LB
Prayer times in Lebanon
Default method:
egyptian-bis · Capital: Beirut
· 6 regions indexed
Lebanon has a Muslim community of approximately 67.6 percent of the population per recent estimates (no recent official census has been conducted since 1932), comprising a Sunni community (roughly 30 percent of the total population, predominantly Hanafi and Shafi'i, concentrated in Tripoli, Sidon, Akkar, and parts of Beirut), a Twelver Shia community (roughly 30 percent, concentrated in the south, the Bekaa Valley, and the southern suburbs of Beirut), and a Druze community (roughly 5 percent, concentrated in the Chouf and Hasbaya districts; the Druze are a heterodox community of Islamic origin whose categorization as Muslim is contested within the community itself). The Mohammad Al-Amin Mosque in central Beirut, opened in 2008, is the largest Sunni mosque in the country. The Mosque of Sayyida Khawla in Baalbek and the Mosque of Sayyidah al-Sham in Damascus (cross-border pilgrimage) anchor Shia ziyara networks. The Dar al-Fatwa is the Sunni religious authority and the Islamic Shia Higher Council represents the Shia community. eSalah uses the Egyptian-bis method.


What you produce should be the lines from the line containing "has width=697, height=323." through the last line below, both ends included, reproduced exactly and without pictures.

:: TASK INPUTS

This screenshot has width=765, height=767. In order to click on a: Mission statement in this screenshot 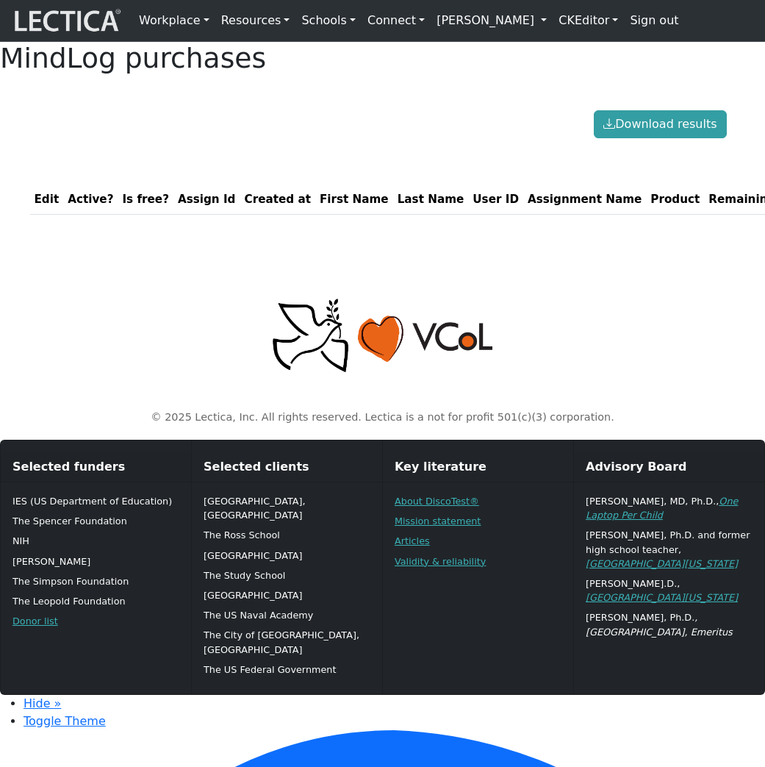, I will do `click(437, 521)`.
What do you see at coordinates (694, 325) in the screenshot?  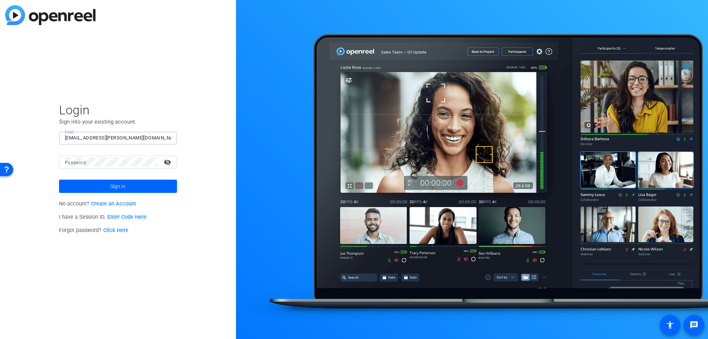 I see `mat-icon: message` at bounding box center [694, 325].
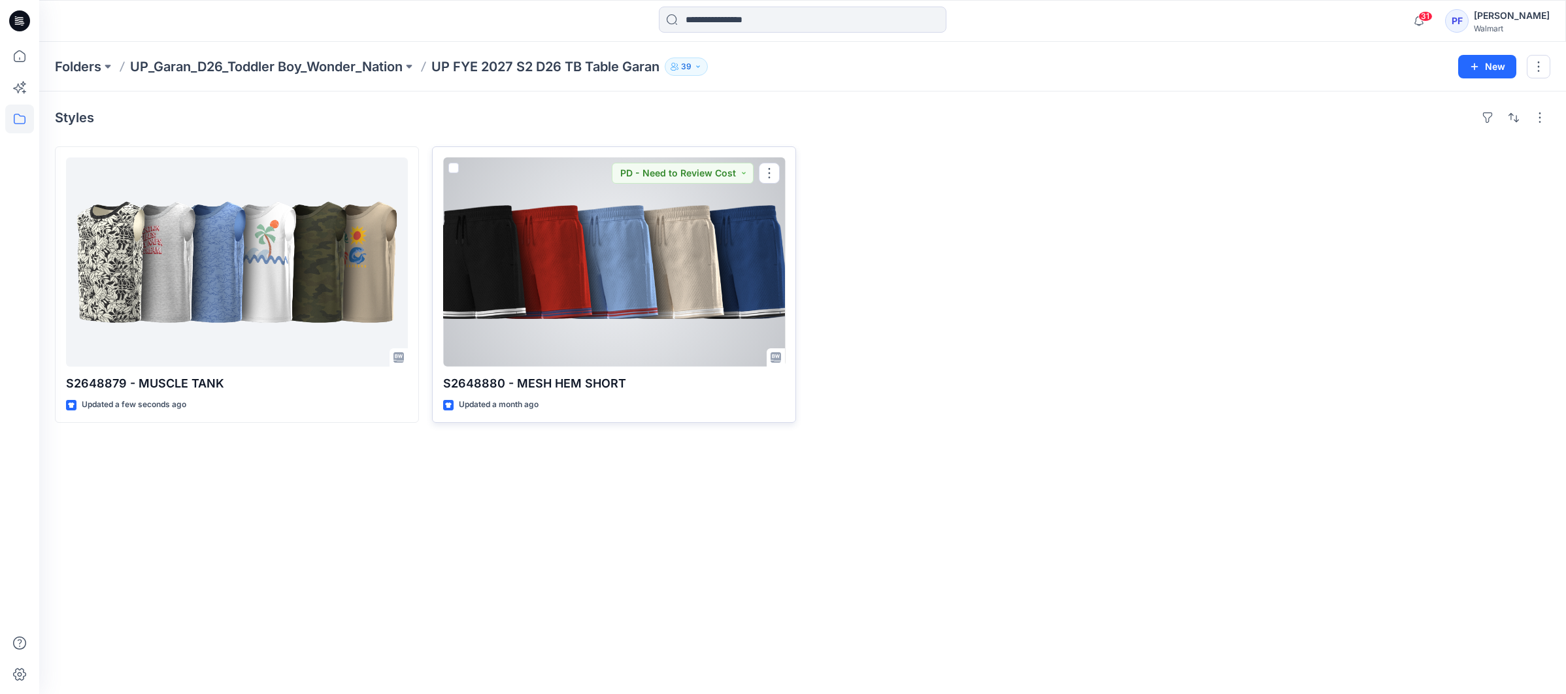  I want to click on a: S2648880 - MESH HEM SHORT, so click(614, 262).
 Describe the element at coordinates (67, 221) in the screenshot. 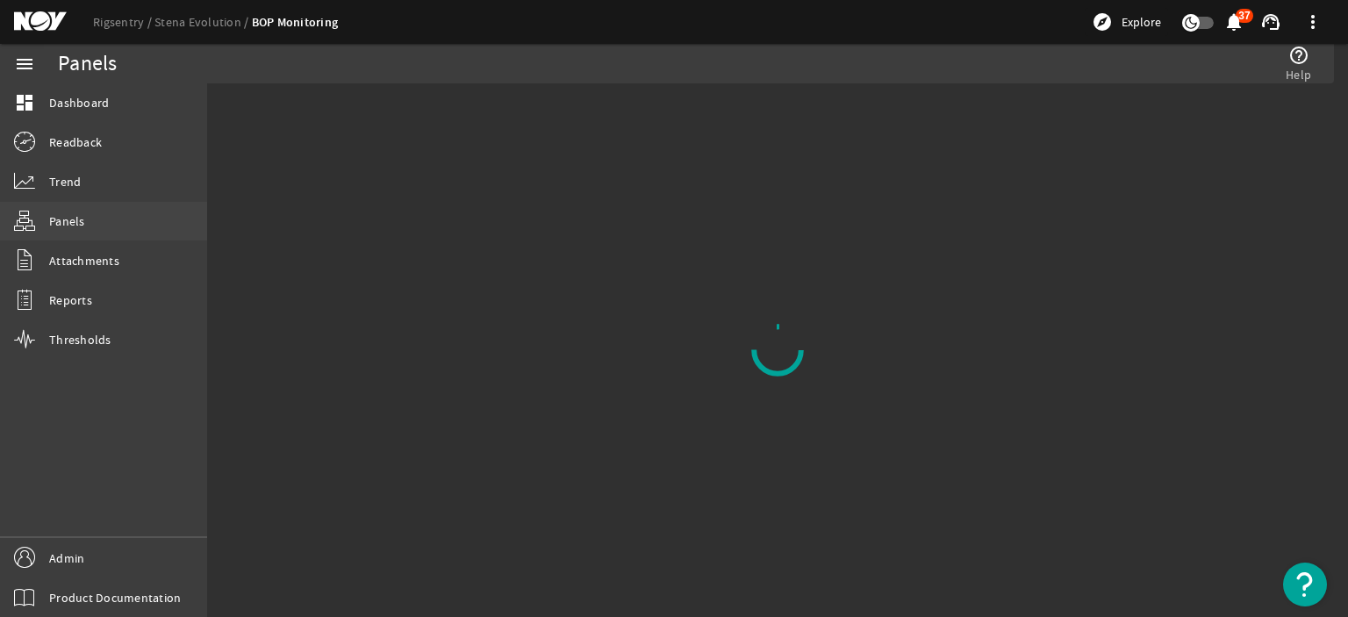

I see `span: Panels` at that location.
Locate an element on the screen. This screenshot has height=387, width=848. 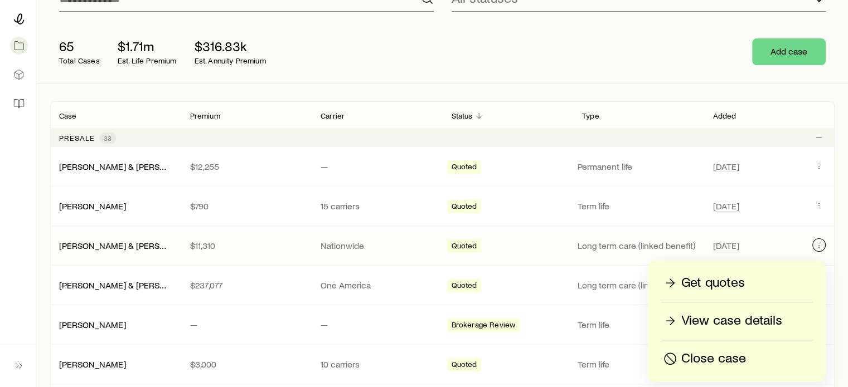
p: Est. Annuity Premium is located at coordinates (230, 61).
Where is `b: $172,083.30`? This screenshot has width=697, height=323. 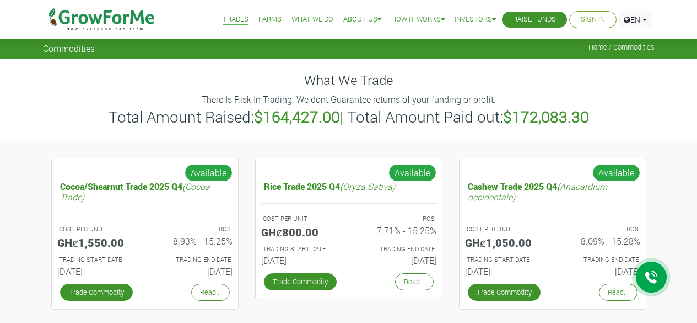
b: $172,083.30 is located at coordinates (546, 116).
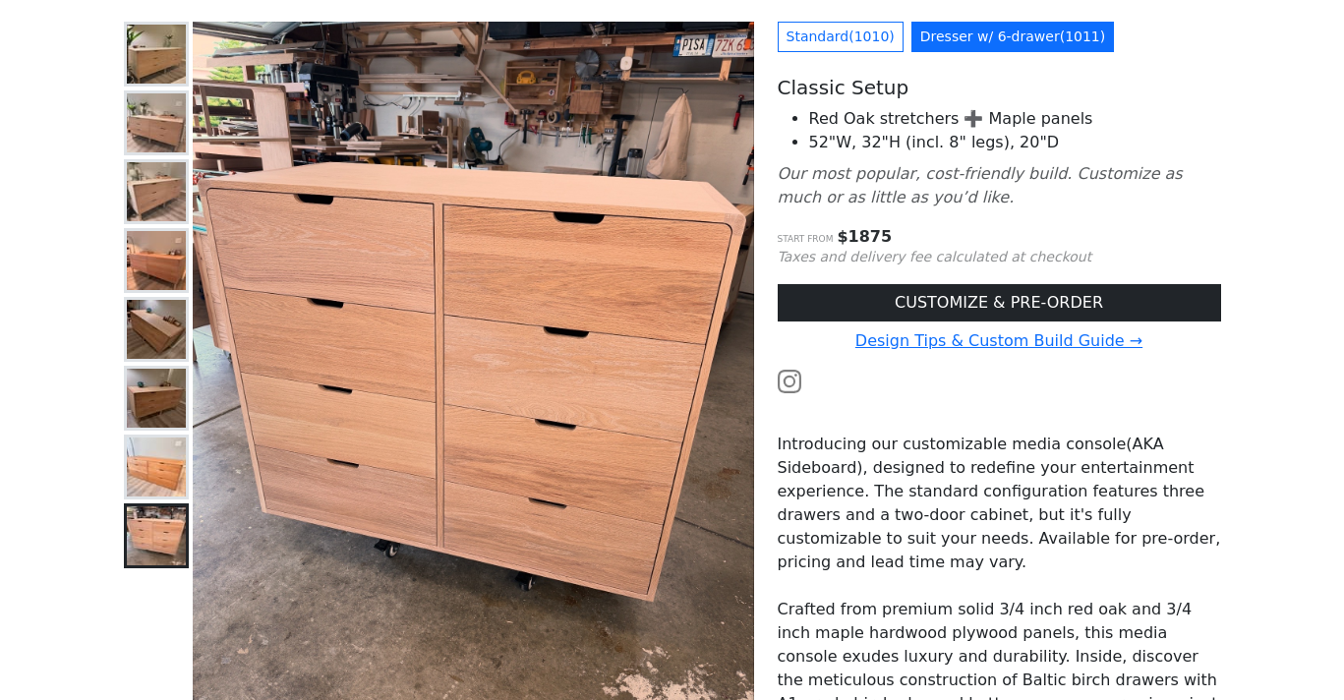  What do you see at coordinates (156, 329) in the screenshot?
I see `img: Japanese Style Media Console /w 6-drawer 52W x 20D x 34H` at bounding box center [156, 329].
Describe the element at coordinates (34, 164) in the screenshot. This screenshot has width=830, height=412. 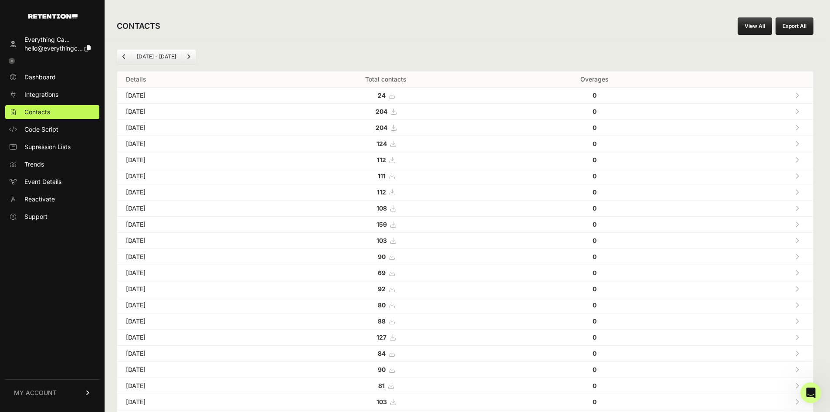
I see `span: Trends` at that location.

::::

## TASK OUTPUT
Where is `b: $172,083.30`? This screenshot has width=697, height=323. 
b: $172,083.30 is located at coordinates (546, 116).
  What do you see at coordinates (156, 329) in the screenshot?
I see `img: Japanese Style Media Console /w 6-drawer 52W x 20D x 34H` at bounding box center [156, 329].
Describe the element at coordinates (34, 164) in the screenshot. This screenshot has width=830, height=412. 
I see `span: Trends` at that location.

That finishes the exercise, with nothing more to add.